Disabled people were promised a bold, transformative new national strategy – but what we got was far from it. In the Prime Minister’s own words, the national strategy for disabled people was supposed to be “the most ambitious endeavour on disability in a generation”. After reading the long-delayed document, many disabled people are clear on one thing: this government has run out of ideas. They have repackaged projects already under review and recycled money already committed. After making ambitious promises, they have failed miserably in producing the goods to back up their spin.
The government produced 120 pages of promises, reviews and consultations as part of their attempt to hide their inaction. Disabled people, disabled people’s organisations, charities and unions simply aren’t buying it. Identifying the problems is a good start, but disabled people deserve much better. The time for talking is over. They need to get on with fixing the problems that hold disabled people back.
The Department for Work and Pensions Secretary and the minister for disabled people have the nerve to promote a strategy that truly fails to acknowledge the profound impact of Covid-19. The fact six out of ten deaths in the UK were linked to disabled people and people with long-term health conditions should feature prominently – it doesn’t. Instead, they brag about how many disabled people the survey had engaged. Yet we know the number of disabled people who responded to the survey for the supposedly national strategy is less than 0.1% of the UK’s disabled population.
Before the strategy even launched, I was contacted by countless disabled people and disabled people’s organisations fed up with the government’s approach. Like the Sewell report, they wanted their names removed from the strategy as they had not been consulted properly and wanted no association with it. The consultation has been so bad that disabled people have been forced to take the government to judicial review: they argue it was so poor, it may have been unlawful.
Even Tory peer Lord Shinkwin called the strategy “a damp squib”. Before its release, he made clear the DWP’s engagement with disabled people had been “offensive and disrespectful”, amounting to a “a PR exercise, and not a genuine listening exercise”. The national strategy for disabled people exposes the gaps between what this government promises and what its policies deliver. It might talk about removing voting barriers for disabled people. In reality, the Conservatives are forcing through their voter ID bill, which research has shown will make it much harder for disabled people to vote.
In principle, it pledges to support more disabled people into public office – a policy we should all welcome. In practice, during the pandemic the government cut both the EnAble and Access to Elected Office funds to assist disabled people with their increased cost of running for public office. The strategy commits no funding for replacing these pots of money, just vague support for a new scheme in April 2022. But the government knows that across the UK hundreds of local elections are scheduled for May 2022. This unacceptable delay leaves disabled people who want to represent their communities potentially missing out on this opportunity if they cannot afford to foot the bill.
The strategy has a section devoted to access to justice for disabled people. But it fails to acknowledge, or even mention, the cuts to legal aid and the disproportionate impact these have had on disabled people. The most glaring omission in a strategy that promised to focus “on the issues that matter most to disabled people” is social care. On his first day in office, Boris Johnson pledged to tackle the crisis in social care but we have yet to see any progress. The fact is, working-age disabled people now account for 64% of stretched adult social care budgets compared with 58% in 2018/19. To produce a national strategy and ignore this issue is shameful.
A future Labour government will do things differently. We won’t waste opportunities to deliver the changes disabled people need. While this government commits to being “mindful” of the United Nations Convention on the Rights of Disabled People, a Labour government will embed this convention at the heart of our policy-making. Unlike this government, we are determined to co-produce policies with disabled people that will transform their lives.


» **Work order**
Would you pull out every line of the material that contains the string "late"?

------ Material for this exercise ------

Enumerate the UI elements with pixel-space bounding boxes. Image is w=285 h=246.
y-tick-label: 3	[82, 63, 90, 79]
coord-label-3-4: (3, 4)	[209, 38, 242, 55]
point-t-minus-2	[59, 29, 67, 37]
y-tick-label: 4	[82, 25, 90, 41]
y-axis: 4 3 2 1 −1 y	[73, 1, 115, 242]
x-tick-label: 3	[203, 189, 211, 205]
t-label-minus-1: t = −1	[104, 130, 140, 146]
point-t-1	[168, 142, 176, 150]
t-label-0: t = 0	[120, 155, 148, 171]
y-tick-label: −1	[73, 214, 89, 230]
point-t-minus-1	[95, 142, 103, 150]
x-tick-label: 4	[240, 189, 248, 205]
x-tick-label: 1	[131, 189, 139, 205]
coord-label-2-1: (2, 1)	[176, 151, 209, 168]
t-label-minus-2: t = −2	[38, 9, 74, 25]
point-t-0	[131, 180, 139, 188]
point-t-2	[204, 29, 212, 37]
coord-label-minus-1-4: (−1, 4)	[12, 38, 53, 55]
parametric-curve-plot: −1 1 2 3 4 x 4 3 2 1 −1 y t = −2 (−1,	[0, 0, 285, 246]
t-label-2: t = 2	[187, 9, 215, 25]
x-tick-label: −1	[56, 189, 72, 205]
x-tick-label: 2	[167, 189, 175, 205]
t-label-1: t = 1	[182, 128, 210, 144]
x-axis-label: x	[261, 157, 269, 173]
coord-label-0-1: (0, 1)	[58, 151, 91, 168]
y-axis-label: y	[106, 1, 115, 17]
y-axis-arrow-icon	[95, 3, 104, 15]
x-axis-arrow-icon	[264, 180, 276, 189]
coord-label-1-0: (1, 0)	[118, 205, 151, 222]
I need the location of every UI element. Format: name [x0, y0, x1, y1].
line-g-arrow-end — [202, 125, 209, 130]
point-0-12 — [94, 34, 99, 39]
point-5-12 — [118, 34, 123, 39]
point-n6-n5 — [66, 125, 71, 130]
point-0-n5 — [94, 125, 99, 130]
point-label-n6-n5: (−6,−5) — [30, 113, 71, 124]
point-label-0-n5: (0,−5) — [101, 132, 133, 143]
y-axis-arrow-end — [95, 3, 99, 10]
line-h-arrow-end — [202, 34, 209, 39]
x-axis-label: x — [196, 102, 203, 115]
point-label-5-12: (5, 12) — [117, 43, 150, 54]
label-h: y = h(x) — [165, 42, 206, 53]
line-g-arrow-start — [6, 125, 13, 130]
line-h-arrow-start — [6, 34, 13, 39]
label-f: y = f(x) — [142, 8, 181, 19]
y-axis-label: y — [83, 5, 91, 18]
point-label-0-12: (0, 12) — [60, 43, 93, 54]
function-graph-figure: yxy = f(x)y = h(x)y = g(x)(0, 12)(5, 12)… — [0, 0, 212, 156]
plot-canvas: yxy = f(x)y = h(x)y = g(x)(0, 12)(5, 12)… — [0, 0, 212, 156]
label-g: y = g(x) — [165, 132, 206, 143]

------
------ Material for this exercise ------

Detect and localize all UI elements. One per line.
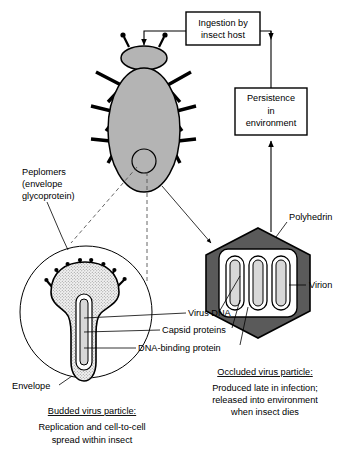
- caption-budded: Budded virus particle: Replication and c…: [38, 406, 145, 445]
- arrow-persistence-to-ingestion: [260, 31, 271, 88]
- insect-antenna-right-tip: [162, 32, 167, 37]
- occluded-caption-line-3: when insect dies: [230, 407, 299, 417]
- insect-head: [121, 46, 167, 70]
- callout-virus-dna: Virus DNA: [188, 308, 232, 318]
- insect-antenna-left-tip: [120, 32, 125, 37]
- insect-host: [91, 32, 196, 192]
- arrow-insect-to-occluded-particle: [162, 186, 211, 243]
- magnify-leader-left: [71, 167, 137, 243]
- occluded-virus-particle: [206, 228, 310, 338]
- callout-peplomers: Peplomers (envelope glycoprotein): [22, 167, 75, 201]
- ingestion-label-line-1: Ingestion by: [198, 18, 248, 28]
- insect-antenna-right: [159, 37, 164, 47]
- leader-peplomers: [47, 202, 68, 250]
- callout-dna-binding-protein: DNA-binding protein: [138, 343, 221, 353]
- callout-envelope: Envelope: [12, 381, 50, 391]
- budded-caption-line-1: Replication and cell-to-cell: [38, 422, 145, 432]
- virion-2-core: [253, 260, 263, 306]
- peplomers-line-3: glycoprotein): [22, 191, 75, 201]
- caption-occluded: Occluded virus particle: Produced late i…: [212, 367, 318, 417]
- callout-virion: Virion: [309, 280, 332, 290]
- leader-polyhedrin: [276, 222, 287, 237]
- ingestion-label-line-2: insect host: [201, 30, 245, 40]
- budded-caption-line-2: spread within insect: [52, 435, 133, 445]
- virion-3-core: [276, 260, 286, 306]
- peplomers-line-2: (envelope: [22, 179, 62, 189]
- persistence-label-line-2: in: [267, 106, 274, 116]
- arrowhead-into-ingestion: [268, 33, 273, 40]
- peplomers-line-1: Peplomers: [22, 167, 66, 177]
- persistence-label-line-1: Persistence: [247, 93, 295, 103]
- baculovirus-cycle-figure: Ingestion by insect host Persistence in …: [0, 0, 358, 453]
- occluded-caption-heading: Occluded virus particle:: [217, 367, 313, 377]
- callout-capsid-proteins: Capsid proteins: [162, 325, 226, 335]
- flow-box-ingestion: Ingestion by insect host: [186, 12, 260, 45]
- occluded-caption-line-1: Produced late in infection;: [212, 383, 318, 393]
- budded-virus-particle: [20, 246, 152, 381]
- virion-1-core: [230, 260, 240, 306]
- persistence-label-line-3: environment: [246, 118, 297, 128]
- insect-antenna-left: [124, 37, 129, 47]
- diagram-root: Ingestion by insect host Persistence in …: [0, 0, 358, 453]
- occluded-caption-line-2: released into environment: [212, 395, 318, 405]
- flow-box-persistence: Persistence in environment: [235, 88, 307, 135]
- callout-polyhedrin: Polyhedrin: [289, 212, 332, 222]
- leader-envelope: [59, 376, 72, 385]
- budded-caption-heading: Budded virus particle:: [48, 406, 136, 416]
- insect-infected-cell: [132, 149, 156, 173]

------
------ Material for this exercise ------

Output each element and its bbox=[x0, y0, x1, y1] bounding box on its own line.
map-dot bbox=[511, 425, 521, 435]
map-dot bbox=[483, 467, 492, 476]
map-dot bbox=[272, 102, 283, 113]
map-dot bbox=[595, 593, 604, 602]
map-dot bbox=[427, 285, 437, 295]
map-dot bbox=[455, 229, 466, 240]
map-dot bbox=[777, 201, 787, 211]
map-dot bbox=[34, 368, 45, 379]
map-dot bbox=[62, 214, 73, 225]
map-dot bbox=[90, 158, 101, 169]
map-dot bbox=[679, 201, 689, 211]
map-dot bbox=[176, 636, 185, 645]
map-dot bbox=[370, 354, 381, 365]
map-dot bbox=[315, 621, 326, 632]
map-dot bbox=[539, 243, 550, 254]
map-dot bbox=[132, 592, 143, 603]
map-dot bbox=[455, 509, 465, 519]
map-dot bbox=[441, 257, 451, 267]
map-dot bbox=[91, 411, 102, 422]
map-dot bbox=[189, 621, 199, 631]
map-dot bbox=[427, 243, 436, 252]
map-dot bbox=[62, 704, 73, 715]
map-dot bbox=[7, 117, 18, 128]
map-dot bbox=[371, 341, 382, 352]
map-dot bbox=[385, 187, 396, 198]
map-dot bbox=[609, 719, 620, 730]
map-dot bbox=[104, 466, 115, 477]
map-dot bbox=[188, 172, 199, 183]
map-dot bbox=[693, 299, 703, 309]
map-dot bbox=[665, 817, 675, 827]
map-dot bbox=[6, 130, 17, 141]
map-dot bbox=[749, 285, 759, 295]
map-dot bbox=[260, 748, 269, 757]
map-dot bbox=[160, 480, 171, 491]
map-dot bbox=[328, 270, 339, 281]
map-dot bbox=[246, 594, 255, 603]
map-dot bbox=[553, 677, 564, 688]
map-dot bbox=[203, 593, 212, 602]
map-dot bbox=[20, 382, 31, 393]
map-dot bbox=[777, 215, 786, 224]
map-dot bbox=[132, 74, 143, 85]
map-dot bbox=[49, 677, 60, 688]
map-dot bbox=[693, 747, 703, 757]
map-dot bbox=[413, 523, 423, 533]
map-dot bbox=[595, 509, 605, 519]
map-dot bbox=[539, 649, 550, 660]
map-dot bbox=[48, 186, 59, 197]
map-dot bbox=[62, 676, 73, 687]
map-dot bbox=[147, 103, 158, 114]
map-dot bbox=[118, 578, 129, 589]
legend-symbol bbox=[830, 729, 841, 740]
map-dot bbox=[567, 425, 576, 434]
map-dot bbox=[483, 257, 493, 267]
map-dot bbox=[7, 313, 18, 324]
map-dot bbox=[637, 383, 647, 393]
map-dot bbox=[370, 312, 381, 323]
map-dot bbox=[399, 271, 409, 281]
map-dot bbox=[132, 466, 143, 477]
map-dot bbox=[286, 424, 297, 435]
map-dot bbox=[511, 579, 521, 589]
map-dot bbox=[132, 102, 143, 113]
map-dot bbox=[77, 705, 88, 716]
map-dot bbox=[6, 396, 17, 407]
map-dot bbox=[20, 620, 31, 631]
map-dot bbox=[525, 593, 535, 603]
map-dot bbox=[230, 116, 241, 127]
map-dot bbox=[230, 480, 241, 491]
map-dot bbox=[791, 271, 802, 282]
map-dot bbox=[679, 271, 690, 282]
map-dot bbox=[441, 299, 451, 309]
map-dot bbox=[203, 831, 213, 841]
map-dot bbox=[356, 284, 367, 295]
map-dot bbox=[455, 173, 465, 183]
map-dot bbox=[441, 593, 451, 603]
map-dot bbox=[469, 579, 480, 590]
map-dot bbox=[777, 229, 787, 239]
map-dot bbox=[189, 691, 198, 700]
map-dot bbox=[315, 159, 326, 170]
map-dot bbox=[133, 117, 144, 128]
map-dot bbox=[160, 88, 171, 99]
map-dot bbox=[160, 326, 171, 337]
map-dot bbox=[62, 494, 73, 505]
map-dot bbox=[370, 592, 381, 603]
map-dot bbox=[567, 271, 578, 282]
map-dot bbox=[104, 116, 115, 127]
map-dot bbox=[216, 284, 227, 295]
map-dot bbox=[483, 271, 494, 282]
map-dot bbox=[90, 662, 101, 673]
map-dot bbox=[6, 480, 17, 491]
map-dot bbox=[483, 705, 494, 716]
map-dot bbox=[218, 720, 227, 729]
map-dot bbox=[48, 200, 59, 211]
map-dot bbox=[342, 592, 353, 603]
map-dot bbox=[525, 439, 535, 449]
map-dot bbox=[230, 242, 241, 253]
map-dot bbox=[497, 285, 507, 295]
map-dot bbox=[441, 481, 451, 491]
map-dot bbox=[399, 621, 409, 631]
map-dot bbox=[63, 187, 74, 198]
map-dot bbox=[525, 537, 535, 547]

------

» **Answer to the exercise**
- caption-occluded: Occluded virus particle: Produced late i…: [212, 367, 318, 417]
- occluded-caption-line-1: Produced late in infection;: [212, 383, 318, 393]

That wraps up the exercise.